After many meetings, the Valley Medical Center team found that improving internal communications was high on everyone’s priority list. Many clinicians truly believed that better communication would lead to safer patient care – especially in the area of skin-integrity related adverse events (medical errors).

The impact of adverse events and medical errors on US Healthcare are staggering:

  • 10% of all US deaths, approximately 250,000 per year, are due to medical errors [1]
  • $20.8 Billion annually in additional (direct) healthcare costs [2]
  • $250 Billion annually in additional (indirect) healthcare costs [2]

One of the best ways to improve patient outcomes is to reduce the number of preventable adverse events. Pressure ulcers, skin wounds that are caused by sustained pressure on area of the skin – usually as a result of sitting or lying in the same position for long periods of time, are classified as a preventable adverse event.

“Prior to the implementation of Voalte there was a 10-step process to document and assess a pressure ulcer,” explained Jones. “With Voalte we were able to streamline the time and workflow related to pressure ulcers by 40%. Our Wound Care NRP is now able to be anywhere in the hospital and still be able to help patients and clinicians.” Something that would have been impossible with their legacy processes and communication technologies.

The streamlined process and improved communications not only improved patient outcomes, it also had an impact on staff morale and clinician burnout in two specific ways.

First, clinician workload is often cited as a leading cause of burnout. According to a JAMA study published last year, the 25% of physician that felt burnout cited the following contributing factors:

  • 1 percent felt their job environment led to symptoms of burnout
  • 1 percent felt a lack of time for documentation
  • 4 percent reported stress as a common factor
  • 1 percent reported spending time on electronic medical records (EMRs) at home was a significant contributor

When clinicians feel burnt out, it has an impact on patient safety. A Swiss study published in 2014 found a linkage between burnout and adverse events. The Agency for Healthcare Research and Quality (AHRQ) issued the following comment on the study:

The investigators propose that the linkage between burnout and safety is driven by both a lack of motivation or energy and impaired cognitive function. In the latter case, they postulate that emotionally exhausted clinicians curtail performance to focus on only the most necessary and pressing tasks. Clinicians with burnout may also have impaired attention, memory, and executive function that decrease their recall and attention to detail. Diminished vigilance, cognitive function, and increased safety lapses place clinicians and patients at higher risk for errors. As burned out clinicians become cynically detached from their work, they may develop negative attitudes toward patients that promote a lack of investment in the clinician–provider interaction, poor communication, and loss of pertinent information for decision-making. Together these factors result in the burned out clinician having impaired capacity to deal with the dynamic and technically complex nature of ICU care effectively.
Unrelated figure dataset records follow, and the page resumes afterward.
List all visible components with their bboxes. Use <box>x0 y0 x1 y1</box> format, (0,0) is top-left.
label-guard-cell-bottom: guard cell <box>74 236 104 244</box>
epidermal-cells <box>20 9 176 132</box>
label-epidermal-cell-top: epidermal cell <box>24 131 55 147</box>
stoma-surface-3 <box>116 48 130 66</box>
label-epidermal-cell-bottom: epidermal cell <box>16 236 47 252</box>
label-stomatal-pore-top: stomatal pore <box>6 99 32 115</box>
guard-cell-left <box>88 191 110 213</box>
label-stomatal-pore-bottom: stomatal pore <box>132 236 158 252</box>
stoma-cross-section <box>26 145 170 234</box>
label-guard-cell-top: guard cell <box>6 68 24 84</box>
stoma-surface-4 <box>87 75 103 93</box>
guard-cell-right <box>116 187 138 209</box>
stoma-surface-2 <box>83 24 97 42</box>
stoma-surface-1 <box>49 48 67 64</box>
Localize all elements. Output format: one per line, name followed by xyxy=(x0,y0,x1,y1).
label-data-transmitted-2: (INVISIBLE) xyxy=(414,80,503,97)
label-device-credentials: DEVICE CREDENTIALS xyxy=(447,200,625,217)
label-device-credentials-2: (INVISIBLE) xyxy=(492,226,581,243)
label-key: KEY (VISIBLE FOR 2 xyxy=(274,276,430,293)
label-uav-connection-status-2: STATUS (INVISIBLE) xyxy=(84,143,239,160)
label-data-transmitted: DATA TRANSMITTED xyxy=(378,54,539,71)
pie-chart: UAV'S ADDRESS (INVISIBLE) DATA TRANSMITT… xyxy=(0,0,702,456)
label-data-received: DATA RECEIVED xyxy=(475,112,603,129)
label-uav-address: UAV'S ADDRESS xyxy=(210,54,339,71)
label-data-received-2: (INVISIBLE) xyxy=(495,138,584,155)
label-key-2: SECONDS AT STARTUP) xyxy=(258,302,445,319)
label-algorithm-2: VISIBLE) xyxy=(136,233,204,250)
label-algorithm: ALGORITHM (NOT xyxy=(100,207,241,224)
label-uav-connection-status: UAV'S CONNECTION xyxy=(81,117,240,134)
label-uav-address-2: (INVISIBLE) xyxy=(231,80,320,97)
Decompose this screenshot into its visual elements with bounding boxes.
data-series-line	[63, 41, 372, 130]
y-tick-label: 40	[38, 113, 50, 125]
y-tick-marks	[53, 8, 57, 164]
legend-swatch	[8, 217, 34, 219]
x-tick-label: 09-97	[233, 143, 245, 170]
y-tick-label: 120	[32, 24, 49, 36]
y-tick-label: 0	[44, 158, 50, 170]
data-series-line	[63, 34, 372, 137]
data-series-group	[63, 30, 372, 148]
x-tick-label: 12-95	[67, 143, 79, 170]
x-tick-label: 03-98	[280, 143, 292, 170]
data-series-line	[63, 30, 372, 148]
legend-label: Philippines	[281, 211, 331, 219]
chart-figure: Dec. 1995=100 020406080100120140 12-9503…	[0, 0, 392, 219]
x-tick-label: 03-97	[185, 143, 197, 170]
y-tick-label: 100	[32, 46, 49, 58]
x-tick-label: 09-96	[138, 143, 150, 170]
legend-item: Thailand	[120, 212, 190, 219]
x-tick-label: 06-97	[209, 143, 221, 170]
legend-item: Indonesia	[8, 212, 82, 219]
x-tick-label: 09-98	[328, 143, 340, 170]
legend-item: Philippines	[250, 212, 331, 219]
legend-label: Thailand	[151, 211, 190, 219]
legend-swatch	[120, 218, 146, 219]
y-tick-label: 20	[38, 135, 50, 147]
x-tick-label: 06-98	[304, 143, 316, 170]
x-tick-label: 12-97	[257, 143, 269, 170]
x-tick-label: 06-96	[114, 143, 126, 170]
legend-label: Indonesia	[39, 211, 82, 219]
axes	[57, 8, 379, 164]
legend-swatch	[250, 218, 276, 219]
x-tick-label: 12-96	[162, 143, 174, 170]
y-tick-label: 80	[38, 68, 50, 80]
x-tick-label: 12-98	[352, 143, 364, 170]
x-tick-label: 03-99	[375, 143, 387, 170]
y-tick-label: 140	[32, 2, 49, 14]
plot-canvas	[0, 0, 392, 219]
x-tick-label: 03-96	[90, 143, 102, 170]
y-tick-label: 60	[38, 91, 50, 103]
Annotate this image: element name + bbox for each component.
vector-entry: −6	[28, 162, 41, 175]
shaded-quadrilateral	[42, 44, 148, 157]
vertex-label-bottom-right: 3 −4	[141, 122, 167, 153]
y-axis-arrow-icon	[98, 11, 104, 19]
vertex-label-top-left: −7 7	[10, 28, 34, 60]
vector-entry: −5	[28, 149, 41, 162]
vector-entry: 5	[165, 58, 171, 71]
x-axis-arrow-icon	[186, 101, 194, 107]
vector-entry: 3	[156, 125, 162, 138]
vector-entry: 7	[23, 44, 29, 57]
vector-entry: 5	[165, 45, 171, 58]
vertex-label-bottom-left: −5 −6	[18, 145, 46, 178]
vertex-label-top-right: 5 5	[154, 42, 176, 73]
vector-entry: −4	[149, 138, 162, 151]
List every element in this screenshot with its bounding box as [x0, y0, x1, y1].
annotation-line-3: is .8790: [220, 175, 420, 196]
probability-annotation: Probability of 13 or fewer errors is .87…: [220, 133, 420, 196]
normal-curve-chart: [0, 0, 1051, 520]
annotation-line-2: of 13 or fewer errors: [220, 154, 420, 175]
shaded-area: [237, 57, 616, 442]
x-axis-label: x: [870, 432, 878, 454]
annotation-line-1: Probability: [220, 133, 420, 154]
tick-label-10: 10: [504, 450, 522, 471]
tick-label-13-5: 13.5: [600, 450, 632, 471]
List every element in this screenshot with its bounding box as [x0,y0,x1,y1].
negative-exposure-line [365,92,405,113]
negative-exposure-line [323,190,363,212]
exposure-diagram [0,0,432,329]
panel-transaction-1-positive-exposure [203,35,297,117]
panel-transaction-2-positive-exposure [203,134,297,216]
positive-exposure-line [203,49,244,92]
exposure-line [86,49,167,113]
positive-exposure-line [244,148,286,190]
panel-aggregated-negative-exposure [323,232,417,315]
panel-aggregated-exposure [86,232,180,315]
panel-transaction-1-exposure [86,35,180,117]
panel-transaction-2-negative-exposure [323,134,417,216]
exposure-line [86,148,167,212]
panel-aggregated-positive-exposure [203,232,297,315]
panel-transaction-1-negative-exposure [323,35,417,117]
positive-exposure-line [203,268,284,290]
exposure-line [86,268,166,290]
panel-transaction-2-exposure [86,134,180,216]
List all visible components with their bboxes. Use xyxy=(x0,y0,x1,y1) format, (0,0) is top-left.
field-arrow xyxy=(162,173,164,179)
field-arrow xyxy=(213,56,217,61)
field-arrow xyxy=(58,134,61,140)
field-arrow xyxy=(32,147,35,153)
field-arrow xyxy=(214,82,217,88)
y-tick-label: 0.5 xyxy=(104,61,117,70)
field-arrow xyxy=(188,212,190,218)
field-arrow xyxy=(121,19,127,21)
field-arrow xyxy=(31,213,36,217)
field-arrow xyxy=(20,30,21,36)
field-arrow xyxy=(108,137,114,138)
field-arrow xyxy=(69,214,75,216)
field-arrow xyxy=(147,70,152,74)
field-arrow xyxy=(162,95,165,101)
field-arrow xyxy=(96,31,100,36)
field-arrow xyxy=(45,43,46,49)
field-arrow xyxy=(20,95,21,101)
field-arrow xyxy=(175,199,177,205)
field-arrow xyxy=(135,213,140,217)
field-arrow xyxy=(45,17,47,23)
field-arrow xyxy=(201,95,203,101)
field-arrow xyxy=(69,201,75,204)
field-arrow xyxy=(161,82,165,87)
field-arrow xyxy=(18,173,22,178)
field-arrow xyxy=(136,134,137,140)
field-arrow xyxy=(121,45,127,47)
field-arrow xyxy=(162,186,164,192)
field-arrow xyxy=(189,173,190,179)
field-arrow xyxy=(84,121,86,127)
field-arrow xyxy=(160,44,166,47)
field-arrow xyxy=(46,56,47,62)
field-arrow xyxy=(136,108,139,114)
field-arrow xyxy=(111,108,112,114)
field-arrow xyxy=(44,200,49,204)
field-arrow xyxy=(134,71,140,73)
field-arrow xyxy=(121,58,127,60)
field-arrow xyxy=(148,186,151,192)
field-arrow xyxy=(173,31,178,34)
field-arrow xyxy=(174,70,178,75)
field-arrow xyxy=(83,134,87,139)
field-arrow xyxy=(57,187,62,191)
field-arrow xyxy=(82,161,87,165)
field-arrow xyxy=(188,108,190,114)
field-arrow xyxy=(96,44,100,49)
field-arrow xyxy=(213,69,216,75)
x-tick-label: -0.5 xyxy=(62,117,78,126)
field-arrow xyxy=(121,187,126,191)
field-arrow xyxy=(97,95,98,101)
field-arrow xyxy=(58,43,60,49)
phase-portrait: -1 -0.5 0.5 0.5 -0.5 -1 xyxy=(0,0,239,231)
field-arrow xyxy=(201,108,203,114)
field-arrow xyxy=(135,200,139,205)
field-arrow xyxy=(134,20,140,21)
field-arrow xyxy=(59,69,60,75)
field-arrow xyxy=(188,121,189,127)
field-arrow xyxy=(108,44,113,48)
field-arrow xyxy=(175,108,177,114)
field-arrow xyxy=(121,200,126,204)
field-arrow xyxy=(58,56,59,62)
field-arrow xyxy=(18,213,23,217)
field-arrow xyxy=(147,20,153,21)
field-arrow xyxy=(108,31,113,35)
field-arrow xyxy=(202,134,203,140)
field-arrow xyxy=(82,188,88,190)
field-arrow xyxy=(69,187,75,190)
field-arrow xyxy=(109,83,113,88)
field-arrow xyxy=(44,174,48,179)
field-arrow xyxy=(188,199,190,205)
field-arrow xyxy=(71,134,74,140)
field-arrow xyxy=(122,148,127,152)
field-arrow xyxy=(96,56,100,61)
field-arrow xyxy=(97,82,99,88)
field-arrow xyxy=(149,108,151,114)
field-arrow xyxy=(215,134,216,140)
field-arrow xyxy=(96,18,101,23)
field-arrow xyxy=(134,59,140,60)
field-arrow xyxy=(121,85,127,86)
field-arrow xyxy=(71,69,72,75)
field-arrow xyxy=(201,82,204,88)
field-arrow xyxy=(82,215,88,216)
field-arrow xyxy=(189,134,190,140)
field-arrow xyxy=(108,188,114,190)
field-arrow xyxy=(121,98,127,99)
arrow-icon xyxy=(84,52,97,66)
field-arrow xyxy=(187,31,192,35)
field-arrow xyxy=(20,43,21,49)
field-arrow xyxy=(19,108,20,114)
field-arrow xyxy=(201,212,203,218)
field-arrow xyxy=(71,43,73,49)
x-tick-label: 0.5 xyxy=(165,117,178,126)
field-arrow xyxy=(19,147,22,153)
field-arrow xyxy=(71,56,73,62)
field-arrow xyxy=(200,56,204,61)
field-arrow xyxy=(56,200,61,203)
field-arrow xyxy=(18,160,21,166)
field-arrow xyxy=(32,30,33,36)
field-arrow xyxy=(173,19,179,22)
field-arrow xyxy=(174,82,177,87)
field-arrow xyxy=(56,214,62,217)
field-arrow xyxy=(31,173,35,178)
Second, by reducing the occurrence of adverse events at Valley Medical Cetner, Jones and his team were helping to reduce clinician anxiety and improve mental health. A report published in 2007 measured the emotional impact on physician that were involved in an adverse event or near miss (adverse events that were caught BEFORE harm came to a patient). The findings were stark:

Source: The Emotional Impact of Medical Errors on Practicing Physicians in the United States and Canada

This study, combined with the prior body of work, shows that there is a “virtuous cycle of benefit” when it comes to burnout and adverse events. Reducing workload and improving morale means clinicians are less likely to feel burned out which in turn means they are less likely to be involved in an adverse event, which means they are less likely to suffer the deep negative emotions associated with medical errors…and round and round it goes.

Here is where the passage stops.